I've added more info about network speed. To sum it up:

  • It's a significant saving of bandwidth compared to a full clone, even if it ends up downloading all crates anyway. For CI that runs once and doesn't keep the index, it'll be a huge reduction in bandwidth.

  • For a first run with no cache and no lockfile, the worst case is as slow as the max depth of the dependency tree (but in practice less than that thanks to crates appearing in multiple places in the tree). In my projects I've seen deps 12 levels deep, so on a high-latency connection it may take several seconds, but that still is likely way faster than a full index clone.
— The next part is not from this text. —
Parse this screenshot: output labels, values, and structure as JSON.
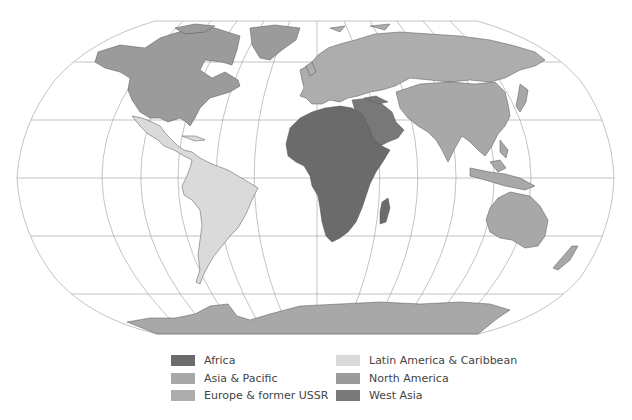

  • For subsequent runs, with some cache or a lockfile, the update can be speculatively parallelized to reduce latency to one or two roundtrips, because Cargo will already know about all or almost all dependencies-of-dependencies that it needs to check.

  • In terms of number of update requests, the worst case scenario without incremental changelog is a few hundred requests. It may seem like a lot, but thanks to web bloat, web servers regularly handle this much for typical page load without breaking a sweat :) These requests can be made conditional (using HTTP status 304), they should use very little bandwidth for updates. The incremental changelog can efficiently mark crates as fresh and not needed updates, so that in the best case an update will be just one HTTP request for the log itself.

  • Cargo has a fast path for GitHub that checks if the index is fresh in one HTTP request. This can be supported too for the HTTP index, so the fast path is just as fast.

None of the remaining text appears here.